I have some "heavy" requests to the database that I'm going to execute using Celery. Taking into account that they are "heavy" I want to execute them sequentially (one by one). One possible solution is to specify --concurrency=1 in the command line to Celery. And it works. But there is a problem: while the tasks are being executed all the following requests return None:
from celery.task.control import inspect
# Inspect all nodes.
i = inspect()
print(i.scheduled()) # None
print(i.active()) # None
print(i.reserved()) # None
print(i.registered()) # None
Also, running celery inspect ping returns Error: No nodes replied within time constraint. So that I can't receive any information on the Celery queue state.
There are my test python modules:
celeryconfig.py
#BROKER_URL = 'redis://localhost:6379/0'
BROKER_URL = 'amqp://'
#CELERY_RESULT_BACKEND = "redis"
CELERY_RESULT_BACKEND = "amqp://"
# for php
CELERY_TASK_RESULT_EXPIRES = None
CELERY_TASK_SERIALIZER = 'json'
CELERY_RESULT_SERIALIZER = 'json'
CELERY_ACKS_LATE = True
tasks.py
from celery import Celery
from time import sleep
app = Celery('hello')
app.config_from_object('celeryconfig')
@app.task
def add(x, y):
sleep(30)
return x + y
client.py
from tasks import add
result=add.delay(4, 4)
result=add.delay(4, 4)
result=add.delay(4, 4)
result=add.delay(4, 4)
result=add.delay(4, 4)
result=add.delay(4, 4)
So, the question is, how to run the tasks one by one AND be able to check the state of the queue?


WORK ORDER » Search the data for "content". Each line containing it is to be copied.

MATERIAL FOR THIS TASK »
Segment Open

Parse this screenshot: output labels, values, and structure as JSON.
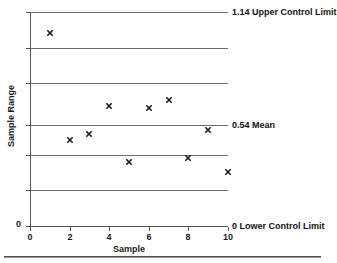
{
  "title_fragment": "t",
  "axes": {
    "x_title": "Sample",
    "y_title": "Sample Range",
    "y_zero_label": "0",
    "x_ticks": [
      "0",
      "2",
      "4",
      "6",
      "8",
      "10"
    ]
  },
  "limits": [
    {
      "name": "upper-control-limit",
      "text": "1.14 Upper Control Limit",
      "value": 1.14
    },
    {
      "name": "mean",
      "text": "0.54 Mean",
      "value": 0.54
    },
    {
      "name": "lower-control-limit",
      "text": "0 Lower Control Limit",
      "value": 0
    }
  ],
  "chart_data": {
    "type": "scatter",
    "xlabel": "Sample",
    "ylabel": "Sample Range",
    "x": [
      1,
      2,
      3,
      4,
      5,
      6,
      7,
      8,
      9,
      10
    ],
    "values": [
      1.03,
      0.46,
      0.49,
      0.64,
      0.34,
      0.63,
      0.67,
      0.36,
      0.51,
      0.29
    ],
    "xlim": [
      0,
      10
    ],
    "ylim": [
      0,
      1.14
    ],
    "xticks": [
      0,
      2,
      4,
      6,
      8,
      10
    ],
    "gridlines": [
      1.14,
      0.95,
      0.76,
      0.54,
      0.38,
      0.19,
      0
    ],
    "control_limits": {
      "ucl": 1.14,
      "mean": 0.54,
      "lcl": 0
    },
    "marker": "x",
    "grid": true,
    "legend": "none"
  }
}
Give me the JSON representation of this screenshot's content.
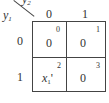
{
  "kmap": {
    "row_var": "y1",
    "col_var": "y2",
    "row_var_display": {
      "base": "y",
      "sub": "1"
    },
    "col_var_display": {
      "base": "y",
      "sub": "2"
    },
    "col_headers": [
      "0",
      "1"
    ],
    "row_headers": [
      "0",
      "1"
    ],
    "cells": [
      {
        "row": 0,
        "col": 0,
        "value": "0",
        "index": "0"
      },
      {
        "row": 0,
        "col": 1,
        "value": "0",
        "index": "1"
      },
      {
        "row": 1,
        "col": 0,
        "value": "x1'",
        "value_base": "x",
        "value_sub": "1",
        "value_suffix": "'",
        "index": "2"
      },
      {
        "row": 1,
        "col": 1,
        "value": "0",
        "index": "3"
      }
    ]
  }
}
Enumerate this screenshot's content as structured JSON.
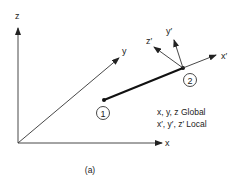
{
  "diagram": {
    "global_axes": {
      "x": "x",
      "y": "y",
      "z": "z"
    },
    "local_axes": {
      "x": "x′",
      "y": "y′",
      "z": "z′"
    },
    "nodes": [
      {
        "label": "1"
      },
      {
        "label": "2"
      }
    ],
    "legend": {
      "global": "x, y, z Global",
      "local": "x′, y′, z′ Local"
    },
    "caption": "(a)"
  }
}
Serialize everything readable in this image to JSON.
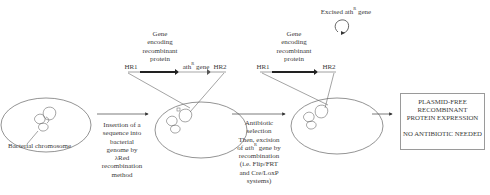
{
  "diagram": {
    "stage1": {
      "label": "Bacterial chromosome"
    },
    "step1": {
      "lines": [
        "Insertion of a",
        "sequence into",
        "bacterial",
        "genome by",
        "λRed",
        "recombination",
        "method"
      ]
    },
    "stage2": {
      "construct": {
        "hr1": "HR1",
        "gene_label_lines": [
          "Gene",
          "encoding",
          "recombinant",
          "protein"
        ],
        "ath_gene_prefix": "ath",
        "ath_gene_sup": "R",
        "ath_gene_suffix": " gene",
        "hr2": "HR2"
      }
    },
    "step2": {
      "line1": "Antibiotic",
      "line2": "selection",
      "line3": "Then, excision",
      "line4_prefix": "of ",
      "line4_italic": "ath",
      "line4_sup": "R",
      "line4_suffix": " gene by",
      "line5": "recombination",
      "line6": "(i.e. Flip/FRT",
      "line7": "and Cre/LoxP",
      "line8": "systems)"
    },
    "stage3": {
      "construct": {
        "hr1": "HR1",
        "gene_label_lines": [
          "Gene",
          "encoding",
          "recombinant",
          "protein"
        ],
        "hr2": "HR2"
      },
      "excised": {
        "prefix": "Excised ath",
        "sup": "R",
        "suffix": " gene"
      }
    },
    "result_box": {
      "lines": [
        "PLASMID-FREE",
        "RECOMBINANT",
        "PROTEIN EXPRESSION"
      ],
      "note": "NO ANTIBIOTIC NEEDED"
    },
    "colors": {
      "line": "#555555",
      "gene_bar": "#222222",
      "ath_bar": "#b5b5b5",
      "box_border": "#9a9a9a"
    }
  }
}
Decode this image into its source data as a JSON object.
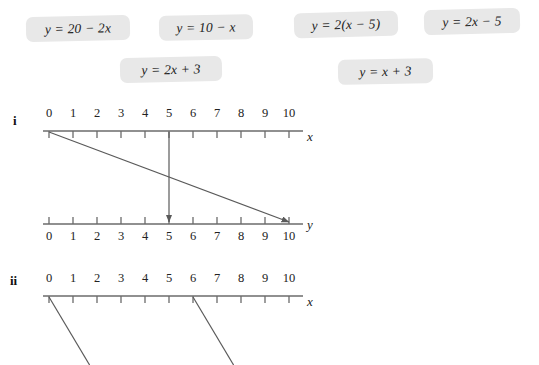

Segment Closed

EXERCISE ANSWER »
Give me the JSON representation of this screenshot's content.
Enumerate this screenshot's content as structured JSON.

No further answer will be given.